It is not as bad as I thought, or is it?
Sam Altman, the CEO of Open AI is now saying that AI is not [yet] triggering the 'jobs apocalypse,' he thought it would. Meanwhile, OpenAI’s non-profit arm has been launched to deal with worker displacement while the company quietly preps for a potential $1T IPO.
Whilst Altman conceded he misjudged timing and that fewer entry-level white-collar roles have vanished than expected, the OpenAI Foundation’s $250M initiative is explicitly designed to research, cushion, and redesign economies facing AI-driven job loss.
Interestingly Altman flagged something more human. After trialling AI to handle his messages, he stepped back in because interaction still matters.
This isn’t a U-turn on where we’re heading, it is a narrative on how fast we get there. Tens of thousands of tech jobs have been cut in 2026 amid AI restructuring, with firms redirecting capital into automation.
At the same time, 80% of organisations experimenting with AI report workforce reductions, even if ROI isn’t yet clear.
WHY IT MATTERS
This is the real story: just because you can, doesn't mean you will, or that you will get it to work [yet]. Many of the tech organisations may have been bloated, and AI has given them a socially acceptable excuse to downsize.
The $250M fund is telling. This isn't just product strategy, it’s narrative and risk management, in the full knowledge that jobs and society will be impacted by AI in a way or scale we can't imagine.
IPO narratives will amplify whichever story sells: growth or responsibility, not the deeply felt reality that a leader may believe in.
WHAT TO WATCH FOR
→ The gap between layoffs and hiring shapes. Are junior pipelines shrinking while AI-adjacent roles rise?
→ Track where AI replaces decision rights vs just tasks.
→ Monitor corporate language: augmentation vs efficiency, is code for intent.
→ Follow the money: foundation grants, reskilling schemes are early signals that displacement is expected, just deferred.
LIMITATION OF THE REPORTING.
There is no clean data on causality. Many firms cite AI for layoffs, but may be masking over-hiring or cost resets. Altman provided no quantitative evidence on job impacts, and the $250M fund, while generous, is small pennies in relative scale of the potential disruption. Timing matters: messaging is unfolding alongside IPO positioning, where optimism, reassurance, and market confidence are strategic assets.
SOURCE
https://openaifoundation.org/news/economic-futures-in-the-age-of-ai
BESCI AI OPINION
With a change of heart, we get the opportunity to see what Sam Altman really believes.
It is a tough time for AI and the narrative about job disruption. With former Google CEO Eric Schmidt being booed by graduates at mention of AI, Altmans house being targeted with a firebomb and shots being fired, the public sentiment is turning in some quarters.
With a $1T IPO on the horizon, the narrative needs to support why you would invest and Sam didn't say that the job apocalypse won't happen, it just hasn't happened yet.
The OpenAI Foundation work which could cynically read as finding jobs for (some of) those that are displaced to lessen the impact.
It is interesting, and unprecedented, times.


● **PROBLEM TO SOLVE**
In the lines below, look for "marker". Copy each line where it appears.

[Opening TASK DATA section]

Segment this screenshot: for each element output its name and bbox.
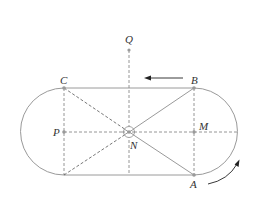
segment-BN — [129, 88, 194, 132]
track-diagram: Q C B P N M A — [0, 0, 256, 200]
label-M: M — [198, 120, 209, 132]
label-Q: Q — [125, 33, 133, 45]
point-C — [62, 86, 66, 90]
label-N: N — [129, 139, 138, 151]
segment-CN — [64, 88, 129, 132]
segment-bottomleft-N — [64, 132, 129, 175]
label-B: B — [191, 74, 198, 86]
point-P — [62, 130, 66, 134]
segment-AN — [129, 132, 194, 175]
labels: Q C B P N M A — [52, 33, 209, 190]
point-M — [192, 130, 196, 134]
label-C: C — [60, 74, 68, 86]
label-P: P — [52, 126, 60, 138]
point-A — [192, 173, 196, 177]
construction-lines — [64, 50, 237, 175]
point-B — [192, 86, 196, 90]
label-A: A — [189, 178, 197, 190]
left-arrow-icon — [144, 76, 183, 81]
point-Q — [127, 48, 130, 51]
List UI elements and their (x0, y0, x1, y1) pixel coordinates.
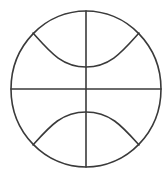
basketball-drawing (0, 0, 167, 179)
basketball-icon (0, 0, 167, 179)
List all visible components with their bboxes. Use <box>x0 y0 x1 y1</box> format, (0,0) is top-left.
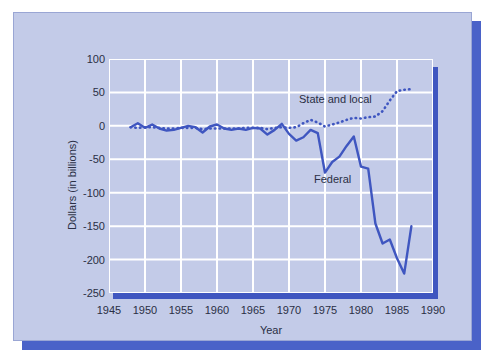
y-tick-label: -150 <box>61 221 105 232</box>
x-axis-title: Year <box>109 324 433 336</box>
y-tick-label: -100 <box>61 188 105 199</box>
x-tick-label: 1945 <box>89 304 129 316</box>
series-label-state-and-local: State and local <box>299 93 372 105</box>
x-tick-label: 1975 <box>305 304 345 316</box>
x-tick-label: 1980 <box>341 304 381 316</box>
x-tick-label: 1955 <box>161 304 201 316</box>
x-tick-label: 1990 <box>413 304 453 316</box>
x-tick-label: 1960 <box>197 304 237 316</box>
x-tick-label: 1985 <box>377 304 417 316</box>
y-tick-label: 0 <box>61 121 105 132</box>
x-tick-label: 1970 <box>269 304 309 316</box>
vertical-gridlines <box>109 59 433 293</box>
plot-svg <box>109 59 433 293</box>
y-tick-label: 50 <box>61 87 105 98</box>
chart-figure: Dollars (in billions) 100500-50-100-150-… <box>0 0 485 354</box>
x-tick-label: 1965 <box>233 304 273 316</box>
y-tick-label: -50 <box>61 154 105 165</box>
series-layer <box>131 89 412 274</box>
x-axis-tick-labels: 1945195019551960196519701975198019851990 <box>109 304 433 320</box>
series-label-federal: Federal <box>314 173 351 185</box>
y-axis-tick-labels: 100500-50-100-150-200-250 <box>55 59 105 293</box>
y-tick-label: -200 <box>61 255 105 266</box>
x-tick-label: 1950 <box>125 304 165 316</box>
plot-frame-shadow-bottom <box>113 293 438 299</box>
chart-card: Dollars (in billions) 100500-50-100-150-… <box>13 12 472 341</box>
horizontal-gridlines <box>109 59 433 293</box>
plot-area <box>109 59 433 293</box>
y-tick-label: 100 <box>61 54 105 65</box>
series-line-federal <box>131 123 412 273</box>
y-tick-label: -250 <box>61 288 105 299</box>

[Closing TASK DATA section]
[Opening TASK DATA section]

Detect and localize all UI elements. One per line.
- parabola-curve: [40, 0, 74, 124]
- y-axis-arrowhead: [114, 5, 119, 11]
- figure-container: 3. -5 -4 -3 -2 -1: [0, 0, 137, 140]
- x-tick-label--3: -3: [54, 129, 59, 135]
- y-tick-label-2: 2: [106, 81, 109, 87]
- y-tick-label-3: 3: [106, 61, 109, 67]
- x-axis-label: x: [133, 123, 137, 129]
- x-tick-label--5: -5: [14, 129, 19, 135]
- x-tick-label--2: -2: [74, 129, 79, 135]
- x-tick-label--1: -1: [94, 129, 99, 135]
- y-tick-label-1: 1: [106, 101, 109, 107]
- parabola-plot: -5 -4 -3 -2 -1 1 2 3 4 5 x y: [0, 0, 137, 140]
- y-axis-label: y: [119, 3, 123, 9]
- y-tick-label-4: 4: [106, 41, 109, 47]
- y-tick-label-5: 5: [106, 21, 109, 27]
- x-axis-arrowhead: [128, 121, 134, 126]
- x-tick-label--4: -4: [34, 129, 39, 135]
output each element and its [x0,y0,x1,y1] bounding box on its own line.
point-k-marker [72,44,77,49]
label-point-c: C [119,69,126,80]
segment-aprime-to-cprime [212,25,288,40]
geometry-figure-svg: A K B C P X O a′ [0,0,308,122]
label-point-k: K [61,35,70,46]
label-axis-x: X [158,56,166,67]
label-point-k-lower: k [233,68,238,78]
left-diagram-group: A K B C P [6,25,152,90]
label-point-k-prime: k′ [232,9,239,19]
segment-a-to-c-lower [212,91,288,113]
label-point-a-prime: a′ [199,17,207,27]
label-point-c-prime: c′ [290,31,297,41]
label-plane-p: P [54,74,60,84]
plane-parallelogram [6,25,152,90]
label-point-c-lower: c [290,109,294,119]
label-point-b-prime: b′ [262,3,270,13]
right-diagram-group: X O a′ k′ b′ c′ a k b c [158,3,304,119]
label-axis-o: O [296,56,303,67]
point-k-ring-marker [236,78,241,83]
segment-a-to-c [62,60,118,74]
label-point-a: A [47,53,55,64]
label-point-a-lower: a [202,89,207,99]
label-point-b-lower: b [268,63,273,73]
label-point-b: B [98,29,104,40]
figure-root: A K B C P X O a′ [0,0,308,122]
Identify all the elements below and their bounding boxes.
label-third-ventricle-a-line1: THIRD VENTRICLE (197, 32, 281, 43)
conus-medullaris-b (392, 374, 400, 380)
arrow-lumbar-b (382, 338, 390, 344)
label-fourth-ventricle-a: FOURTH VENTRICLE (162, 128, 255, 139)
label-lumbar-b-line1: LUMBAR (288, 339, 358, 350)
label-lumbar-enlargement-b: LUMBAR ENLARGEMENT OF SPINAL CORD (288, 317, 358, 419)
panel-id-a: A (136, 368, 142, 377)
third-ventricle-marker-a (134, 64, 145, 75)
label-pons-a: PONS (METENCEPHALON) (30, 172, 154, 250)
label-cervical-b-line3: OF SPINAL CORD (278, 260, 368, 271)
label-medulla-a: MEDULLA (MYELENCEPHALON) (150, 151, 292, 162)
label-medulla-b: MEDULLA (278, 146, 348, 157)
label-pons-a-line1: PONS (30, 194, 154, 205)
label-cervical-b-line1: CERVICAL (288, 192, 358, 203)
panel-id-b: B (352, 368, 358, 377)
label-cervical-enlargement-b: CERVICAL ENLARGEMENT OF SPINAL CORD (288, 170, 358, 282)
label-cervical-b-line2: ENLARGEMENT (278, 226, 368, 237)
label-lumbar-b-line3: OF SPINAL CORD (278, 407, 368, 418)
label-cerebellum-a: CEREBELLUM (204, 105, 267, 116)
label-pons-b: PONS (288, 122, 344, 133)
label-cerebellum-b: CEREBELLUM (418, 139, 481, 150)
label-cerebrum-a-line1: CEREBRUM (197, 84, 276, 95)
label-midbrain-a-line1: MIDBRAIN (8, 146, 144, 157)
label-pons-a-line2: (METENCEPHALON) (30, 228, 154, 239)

[Closing TASK DATA section]
[Opening TASK DATA section]

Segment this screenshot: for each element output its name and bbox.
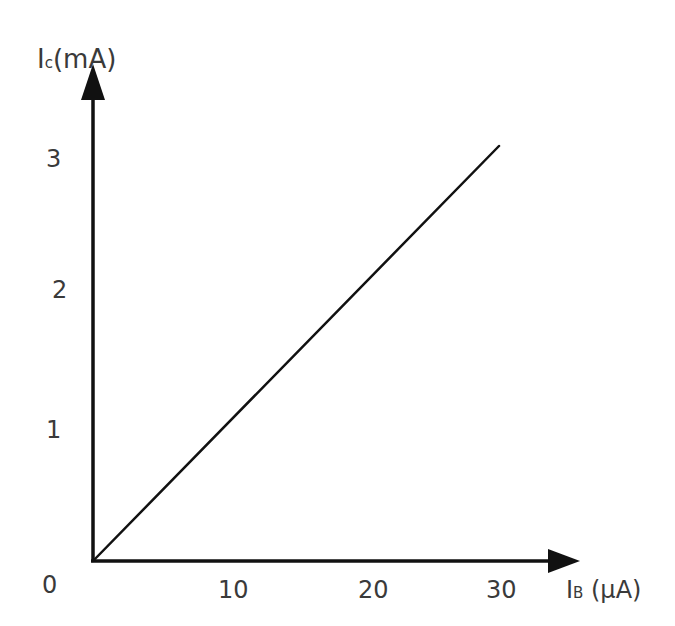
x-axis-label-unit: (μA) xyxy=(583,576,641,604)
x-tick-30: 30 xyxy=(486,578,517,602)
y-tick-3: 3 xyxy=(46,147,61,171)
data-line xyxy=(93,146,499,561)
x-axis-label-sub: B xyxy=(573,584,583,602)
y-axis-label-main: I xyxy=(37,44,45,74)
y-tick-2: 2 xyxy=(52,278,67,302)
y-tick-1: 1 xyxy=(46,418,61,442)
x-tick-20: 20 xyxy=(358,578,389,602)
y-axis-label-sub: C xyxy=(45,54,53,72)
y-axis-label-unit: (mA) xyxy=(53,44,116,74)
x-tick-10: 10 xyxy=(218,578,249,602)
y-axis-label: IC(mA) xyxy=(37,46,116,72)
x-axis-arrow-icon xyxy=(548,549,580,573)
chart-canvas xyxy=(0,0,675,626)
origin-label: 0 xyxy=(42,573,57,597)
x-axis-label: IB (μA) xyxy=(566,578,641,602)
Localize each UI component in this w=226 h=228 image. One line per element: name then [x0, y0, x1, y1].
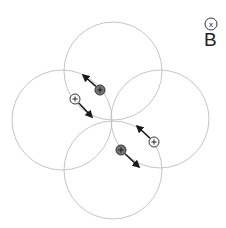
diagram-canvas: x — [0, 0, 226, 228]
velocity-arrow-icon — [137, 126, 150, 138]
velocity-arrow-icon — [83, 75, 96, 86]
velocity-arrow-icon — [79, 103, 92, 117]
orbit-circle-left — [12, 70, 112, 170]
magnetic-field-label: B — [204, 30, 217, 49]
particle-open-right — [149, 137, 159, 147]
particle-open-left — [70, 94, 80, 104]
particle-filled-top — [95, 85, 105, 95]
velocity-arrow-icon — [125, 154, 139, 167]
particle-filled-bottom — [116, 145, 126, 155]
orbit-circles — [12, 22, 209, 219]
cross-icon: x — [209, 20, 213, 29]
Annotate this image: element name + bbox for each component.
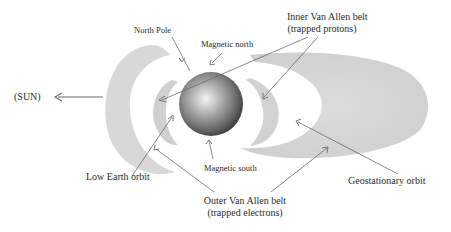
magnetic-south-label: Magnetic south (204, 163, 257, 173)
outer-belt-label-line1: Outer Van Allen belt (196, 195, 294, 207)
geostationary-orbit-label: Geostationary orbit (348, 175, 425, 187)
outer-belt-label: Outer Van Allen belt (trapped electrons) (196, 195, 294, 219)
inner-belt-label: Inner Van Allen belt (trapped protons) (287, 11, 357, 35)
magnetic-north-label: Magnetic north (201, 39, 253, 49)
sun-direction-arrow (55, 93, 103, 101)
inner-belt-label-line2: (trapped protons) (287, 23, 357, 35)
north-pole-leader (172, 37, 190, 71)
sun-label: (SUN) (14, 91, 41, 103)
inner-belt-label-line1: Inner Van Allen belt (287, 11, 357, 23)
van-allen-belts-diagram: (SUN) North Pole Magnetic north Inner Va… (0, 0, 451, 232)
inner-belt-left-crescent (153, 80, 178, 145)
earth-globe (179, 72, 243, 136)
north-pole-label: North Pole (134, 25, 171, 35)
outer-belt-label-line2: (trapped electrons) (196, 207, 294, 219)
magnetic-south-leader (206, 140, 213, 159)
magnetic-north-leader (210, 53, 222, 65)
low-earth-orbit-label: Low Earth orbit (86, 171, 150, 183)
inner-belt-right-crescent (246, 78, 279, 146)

[Closing TASK DATA section]

● **FINISHED TASK**
point-k-marker [72,44,77,49]
point-k-ring-marker [236,78,241,83]
third-ventricle-marker-a (134, 64, 145, 75)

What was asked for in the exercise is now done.